Only a Fool Would Bet Against Whole Foods (NASDAQ: WFM)

Written by Brian Hicks
Posted February 12, 2015

wffmSo today's metaphorical middle finger goes out to the waning legions of Whole Foods haters.

After years of being one of the biggest cheerleaders for Whole Foods (NASDAQ: WFM), I've witnessed a remarkable thing …

No matter how many times Whole Foods crushes it, there's at least a dozen or so analysts that continue to warn about the illusions of competition from Big Box stores and a market for organic and natural foods that has peaked.

Neither are true, and in fact, one couldn't be true over the other. If demand is soft, then why do Costco and Walmart carry a crap ton of organic foods now?

In any event, I was extremely pleased to see that the company delivered a 6 percent increase in Q1 profits, which beat Wall Street estimates.

Tech is your Friend

Technology seems to be on the side of Whole Foods now, with 5% of all sales coming from grocery delivery service Instacart. This has resulted in average online delivery sales of more than $1 million per week. The company also pulled about 2 percent of sales from Apple Pay – Apple's mobile device payment card.

Whole Foods CEO Walter Robb commented on this, saying …

We attribute our broad-based sales momentum to our customers' positive response to our many strategic initiatives, along with improving consumer confidence. Changing technology has fundamentally altered how and when customers choose to connect with us, and we are rapidly building out an extended experience beyond the four walls of our stores.

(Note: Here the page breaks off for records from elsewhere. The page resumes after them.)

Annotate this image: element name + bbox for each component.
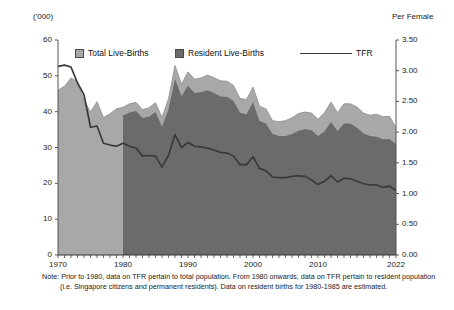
right-axis-tick-1.50: 1.50 (402, 158, 430, 167)
live-births-tfr-chart: ('000) Per Female Total Live-Births Resi… (0, 0, 454, 310)
x-axis-tick-1990: 1990 (171, 260, 205, 269)
left-axis-tick-40: 40 (30, 107, 52, 116)
left-axis-tick-20: 20 (30, 178, 52, 187)
x-axis-tick-2022: 2022 (379, 260, 413, 269)
footnote-text: Prior to 1980, data on TFR pertain to to… (60, 272, 435, 291)
right-axis-tick-2.50: 2.50 (402, 96, 430, 105)
left-axis-tick-50: 50 (30, 71, 52, 80)
x-axis-tick-2000: 2000 (236, 260, 270, 269)
chart-footnote: Note: Prior to 1980, data on TFR pertain… (42, 272, 442, 293)
left-axis-tick-10: 10 (30, 214, 52, 223)
x-axis-tick-1980: 1980 (106, 260, 140, 269)
left-axis-tick-0: 0 (30, 250, 52, 259)
left-axis-tick-60: 60 (30, 35, 52, 44)
footnote-prefix: Note: (42, 272, 59, 281)
x-axis-tick-2010: 2010 (301, 260, 335, 269)
right-axis-tick-0.00: 0.00 (402, 250, 430, 259)
left-axis-tick-30: 30 (30, 143, 52, 152)
right-axis-tick-3.00: 3.00 (402, 66, 430, 75)
right-axis-tick-1.00: 1.00 (402, 189, 430, 198)
right-axis-tick-2.00: 2.00 (402, 127, 430, 136)
right-axis-tick-3.50: 3.50 (402, 35, 430, 44)
x-axis-tick-1970: 1970 (41, 260, 75, 269)
right-axis-tick-0.50: 0.50 (402, 219, 430, 228)
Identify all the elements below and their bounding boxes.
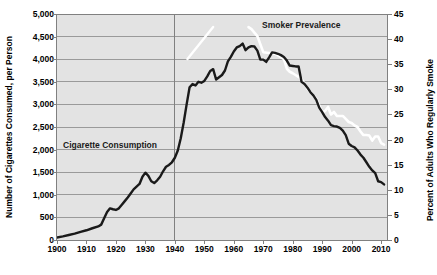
y-axis-left-tick-mark: [52, 127, 56, 128]
x-axis-tick-mark: [175, 241, 176, 244]
x-axis-tick-2000: 2000: [342, 245, 361, 254]
series-label-smoker-prevalence: Smoker Prevalence: [262, 21, 340, 30]
x-axis-tick-1910: 1910: [77, 245, 96, 254]
x-axis-tick-mark: [204, 241, 205, 244]
x-axis-tick-mark: [86, 241, 87, 244]
y-axis-right-tick-5: 5: [394, 211, 399, 220]
y-axis-right-tick-20: 20: [394, 135, 403, 144]
y-axis-left-tick-4500: 4,500: [33, 32, 54, 41]
y-axis-right-tick-40: 40: [394, 35, 403, 44]
y-axis-right-tick-15: 15: [394, 160, 403, 169]
y-axis-left-tick-mark: [52, 82, 56, 83]
y-axis-left-tick-mark: [52, 59, 56, 60]
y-axis-right-tick-mark: [388, 114, 392, 115]
bottom-axis-spine: [56, 240, 388, 241]
y-axis-left-tick-1500: 1,500: [33, 168, 54, 177]
x-axis-tick-mark: [145, 241, 146, 244]
x-axis-tick-mark: [263, 241, 264, 244]
y-axis-left-tick-mark: [52, 104, 56, 105]
y-axis-right-tick-mark: [388, 190, 392, 191]
y-axis-right-tick-mark: [388, 165, 392, 166]
y-axis-right-tick-25: 25: [394, 110, 403, 119]
y-axis-left-tick-mark: [52, 217, 56, 218]
y-axis-right-tick-mark: [388, 64, 392, 65]
y-axis-right-tick-mark: [388, 240, 392, 241]
y-axis-left-tick-mark: [52, 37, 56, 38]
y-axis-left-tick-mark: [52, 14, 56, 15]
x-axis-tick-1950: 1950: [195, 245, 214, 254]
chart-root: 05001,0001,5002,0002,5003,0003,5004,0004…: [0, 0, 437, 275]
y-axis-right-tick-35: 35: [394, 60, 403, 69]
y-axis-right-title: Percent of Adults Who Regularly Smoke: [426, 59, 435, 221]
left-axis-spine: [56, 14, 57, 241]
x-axis-tick-1900: 1900: [48, 245, 67, 254]
y-axis-left-tick-mark: [52, 240, 56, 241]
y-axis-right-tick-mark: [388, 140, 392, 141]
right-axis-spine: [387, 14, 388, 241]
y-axis-right-tick-10: 10: [394, 186, 403, 195]
y-axis-right-tick-mark: [388, 89, 392, 90]
x-axis-tick-mark: [381, 241, 382, 244]
y-axis-left-tick-mark: [52, 172, 56, 173]
x-axis-tick-mark: [116, 241, 117, 244]
x-axis-tick-1920: 1920: [106, 245, 125, 254]
x-axis-tick-1960: 1960: [224, 245, 243, 254]
y-axis-right-tick-mark: [388, 215, 392, 216]
y-axis-left-tick-3500: 3,500: [33, 78, 54, 87]
x-axis-tick-1940: 1940: [165, 245, 184, 254]
annotation-leader-line: [187, 27, 213, 59]
series-lines: [57, 27, 384, 238]
top-axis-spine: [56, 14, 388, 15]
x-axis-tick-1970: 1970: [254, 245, 273, 254]
series-label-cigarette-consumption: Cigarette Consumption: [63, 141, 157, 150]
x-axis-tick-2010: 2010: [372, 245, 391, 254]
x-axis-tick-mark: [322, 241, 323, 244]
y-axis-right-tick-0: 0: [394, 236, 399, 245]
y-axis-left-tick-3000: 3,000: [33, 100, 54, 109]
plot-canvas: [57, 14, 387, 240]
y-axis-right-tick-30: 30: [394, 85, 403, 94]
y-axis-left-tick-4000: 4,000: [33, 55, 54, 64]
y-axis-left-title: Number of Cigarettes Consumed, per Perso…: [5, 36, 14, 218]
y-axis-left-tick-1000: 1,000: [33, 191, 54, 200]
x-axis-tick-mark: [352, 241, 353, 244]
x-axis-tick-1990: 1990: [313, 245, 332, 254]
x-axis-tick-mark: [293, 241, 294, 244]
y-axis-right-tick-45: 45: [394, 10, 403, 19]
x-axis-tick-1980: 1980: [283, 245, 302, 254]
y-axis-left-tick-mark: [52, 195, 56, 196]
y-axis-left-tick-2500: 2,500: [33, 123, 54, 132]
x-axis-tick-1930: 1930: [136, 245, 155, 254]
y-axis-right-tick-mark: [388, 14, 392, 15]
x-axis-tick-mark: [57, 241, 58, 244]
plot-area: [57, 14, 387, 240]
y-axis-left-tick-5000: 5,000: [33, 10, 54, 19]
y-axis-right-tick-mark: [388, 39, 392, 40]
y-axis-left-tick-mark: [52, 150, 56, 151]
y-axis-left-tick-2000: 2,000: [33, 145, 54, 154]
x-axis-tick-mark: [234, 241, 235, 244]
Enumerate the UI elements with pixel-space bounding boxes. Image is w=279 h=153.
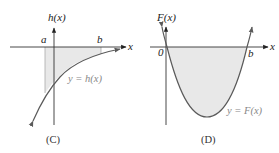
panel-d-y-axis-label: F(x): [156, 11, 176, 24]
panel-d-caption: (D): [201, 134, 216, 146]
panel-c-curve-label: y = h(x): [67, 73, 102, 85]
panel-d-curve-label: y = F(x): [226, 105, 263, 117]
panel-d-x-axis-label: x: [269, 40, 275, 52]
figure-canvas: h(x) x a b y = h(x) (C) F(x) x 0 b y = F…: [0, 0, 279, 153]
panel-d-zero-label: 0: [158, 46, 164, 58]
panel-c-a-label: a: [41, 33, 47, 45]
panel-d-b-label: b: [248, 47, 254, 59]
panel-c: h(x) x a b y = h(x) (C): [10, 11, 133, 146]
panel-c-caption: (C): [46, 134, 61, 146]
panel-d: F(x) x 0 b y = F(x) (D): [150, 11, 275, 146]
panel-c-x-axis-label: x: [127, 40, 133, 52]
panel-c-b-label: b: [97, 33, 103, 45]
panel-c-shaded-region: [45, 47, 101, 93]
panel-c-y-axis-label: h(x): [48, 11, 66, 24]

Beyond the positive results for Q1, I also remain extremely impressed by co-founder John Mackey's plans to transform healthcare. And one thing's for sure, these plans look a hell of a lot more exciting than anything the government's come up with.

As reported in Bloomberg …

One idea he’s working on is a sort of weight loss and nutrition camp for employees and customers. It’s based on a program called Total Health Immersion, a weeklong clinic that Whole Foods employees can attend for free, where they undergo medically supervised testing, group discussions with nutritionists, and cooking classes. Mackey wants Whole Foods to offer Total Health Immersion to customers as a healthful weekend getaway. He says he’s negotiating to buy a property in Austin, and “if it works here, there’s no reason we can’t do it in every major city in the U.S.” He sees a huge market need, as he once did for organic foods. “Americans are sick of being sick,” he says. “They don’t know what to do, and there’s so much misinformation, which is why we started Whole Foods in the first place.”

Mackey’s second idea is even more grandiose: a Whole Foods medical clinic. He says he was inspired by Rosen Care, an employer health-care program run by Rosen Hotels & Resorts in Orlando, which offers employees an on-site company-owned medical facility. The clinic has a staff of 38 health-care practitioners serving 5,300 employees and places an emphasis on nutrition and preventive medicine, which company founder Harris Rosen says has reduced his per-employee health-care costs to about half the national average. Mackey met Rosen at a health-care conference last summer in Las Vegas, then traveled to Florida to tour the clinic. He’s considering rolling out Whole Foods clinics to employees—and even, perhaps, to customers.

“Health care is so broken in America,” Mackey says. “If we allow markets to work, if we allow entrepreneurs to get in here and do things like I’m talking about doing, we will pretty much solve the health-care problem in a generation.”

You can read the entire interview here.